Much the same goes for the architecture, power units and running gear. Just like the Turbo saloon, the ST is built largely from aluminium, sits atop an MSB platform (shared with the new Bentley Continental GT) and gets Porsche’s exemplary 4-litre V8 that breathes through a pair of centrally mounted twin-scroll turbochargers, is fettled with cylinder-deactivation technology, and produces 542bhp and 770Nm. That considerable power, which is delivered to all four wheels via an eight-speed PDK dual-clutch transmission (with seventh and eighth being overdrive ratios) and the brainy Porsche Traction Management system, means a 0-100km/h time of just 3.6 seconds using launch control and a maximum of 304 – numbers that hardly tally with conventional notions of estate cars.

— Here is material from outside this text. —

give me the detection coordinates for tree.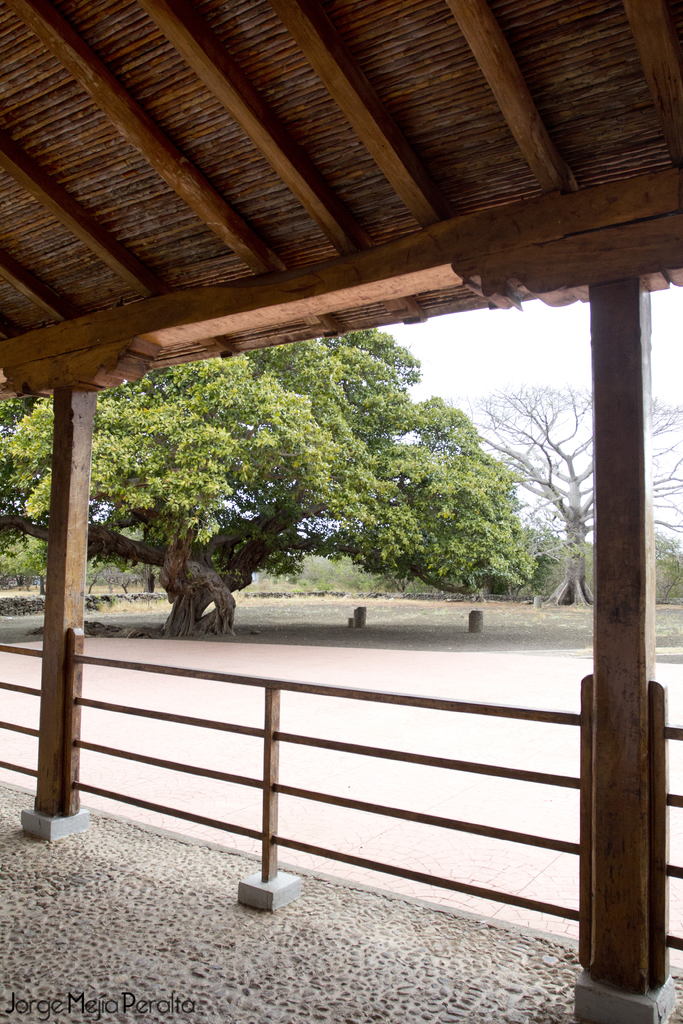
BBox(463, 364, 682, 609).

As it’s dynamically no different from the saloon, that also means the Turbo Sport Turismo is like few other wagons you’ve driven, so loading up with antiques or a pair of slobbering hounds are unlikely to figure high on your list of priorities. As in a genuine sports car, you sit low down in a superbly bolstered chair and gaze through the steering wheel at a digital instrument display dominated by an analogue rev counter at its centre – further reminders that, whatever its size and shape, this is no less authentic a Porsche than a 356 Carrera or even a GT3 RS.
Yet as you quickly discover, no machine from Zuffenhausen (though to be accurate, this one’s built in Leipzig) ever glided quite so effortlessly, for the Turbo rides on active air suspension that isolates its occupants from all but the most violent undulations. Crucially for a properly sporting motor car, though, the air springs never banish the essential sense of connectedness and control, just as the transmission serves up rapid-fire shifting in Sport+ mode yet is almost undetectable in Comfort.

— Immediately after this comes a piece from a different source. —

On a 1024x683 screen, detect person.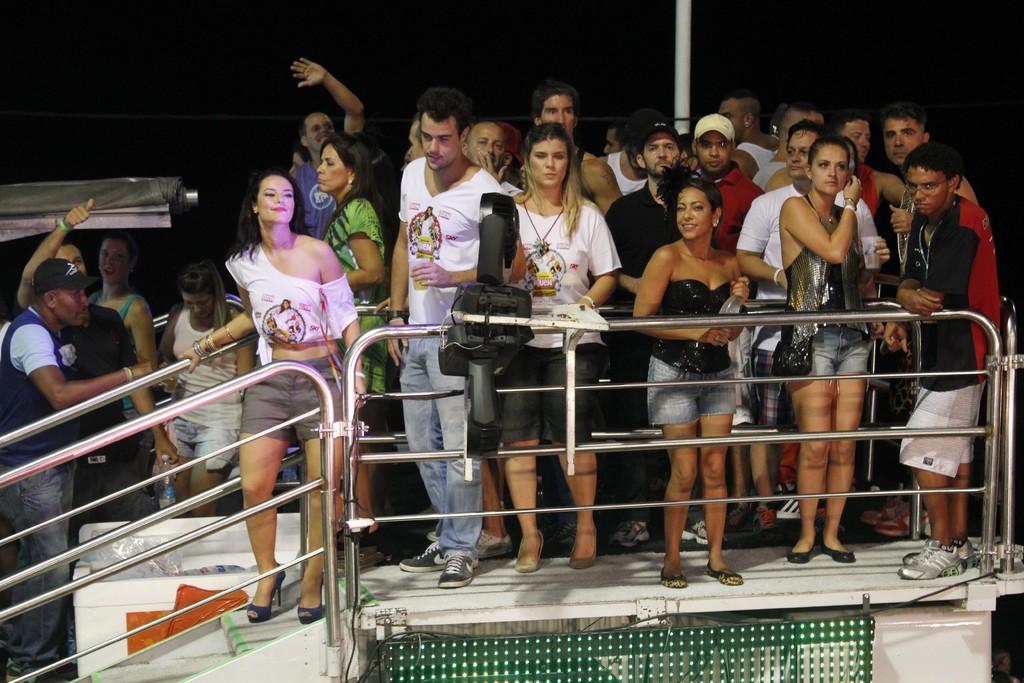
890, 103, 973, 194.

Given that maximum torque is available at your right foot from just 1,960rpm, the surge of acceleration is unrelenting – and by switching drive modes and ensuring you’ve also hit the exhaust button, your disappearing act towards the horizon will be accompanied by a suitably stirring soundtrack. But thanks to the chassis’ genuine poise, the impressive body control, stability and grip, and the beautifully modulated steering there’s nothing frantic in the way the Turbo goes about this. Wherever necessary you depress the throttle, flip the gearshift paddles, turn the wheel and touch the brakes, and you find the traffic behind you has just – vanished. If that all sounds a bit spooky, you also soon realise that it’s incredibly easy and even relaxing to drive this thing quickly.
Drawbacks? Beyond the facts that those shiny, touch-sensitive surfaces can get awfully grubby from fingerprints, and that Apple CarPlay is rubbish – both of which criticisms I could make of the regular saloon – I really am racking my brain.
So, yes, the Porsche Panamera Turbo Sport Turismo is wickedly fast as well as remarkably refined, and as a result of its wonderfully pliant underpinnings it’s also amazingly comfortable. True, that can also be said of all second-gen Panas, but the ST also has increased versatility and practicality in its favour – and if 25 litres of extra space over the saloon with the rear seats up and 80 with them down aren’t huge amounts, they’re not to be sniffed at either. Still not convinced? Then how about that it’s hands-down the best-looking car in the line-up?
For me, though, the clincher is that the Sport Turismo asks a simple question: do you really need that SUV? Because if you’ve driven this sublime shooting brake there can be only one answer – and it’s definitely not in the affirmative.